But I’m in such a mood I can only think bring it on, oh Sweet Meteor of Death.

It turns out the meteor that landed in Russia last week was a bit bigger than the 10 tons first reported. About 1,000 times bigger.

 

 …

 

And the size of those smaller objects — whether they’re 10 tons or 10,000 tons — makes them impossible to track with current technology, he said.

I say cut all funding for “global warming” studies and mitigation until we can find out how to track, and deflect, a possible real planet-killer.

But this will never happen. Know why? An meteor strike, while a genuine threat to destroy a city or even most life on earth, is an external threat. The left which dominates our institutions are only interested in internal threats, such as “global warming,” because only those provide the needed context to control the population, which is the actual aim.

A meteor strike on the planet is quite a real possibility. We had a blast a week ago; we had a fireball, also in Russia, in 1908, that detonated (it’s estimated) with the force of 30 megatons.   If it had hit a city rather than Siberian wilderness, it would be a century-defining event rather than what it thankfully turned out to be, the answer to a trivial question.

The one that struck the Yucatan and killed all the dinosaurs (well, most of ’em) left such a huge crater that you couldn’t even see that it was a crater — until you looked at it from space with ground-penetrating radar.

But there is no political advantage for the Gramsciite left in this.
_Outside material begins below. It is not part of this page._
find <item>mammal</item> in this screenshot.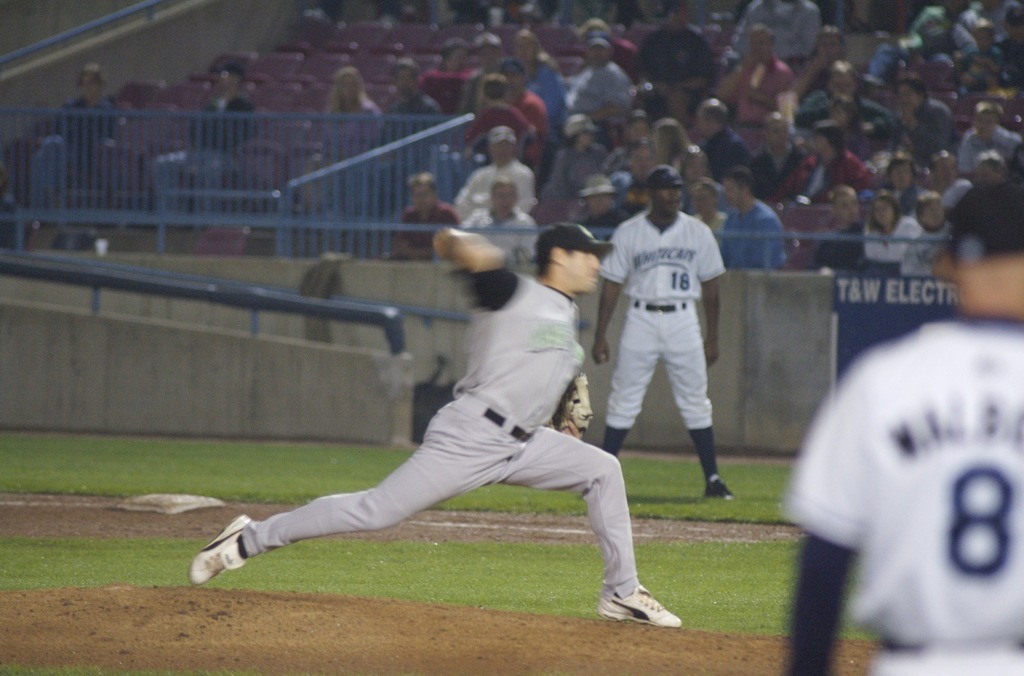
The bounding box for <item>mammal</item> is locate(900, 188, 950, 280).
This doesn’t divide the population, nor put more power over citizens’ decisions and lives into government hands. Ergo, it’s ignored.

It’s not “hot.” It doesn’t make them excited. At no point does this require the broad ceding of power to the government. So it’s a threat but not, alas, an opportunity. If there’s no end-stage where they get to impose disguised Marxism on other human beings, it simply doesn’t interest them.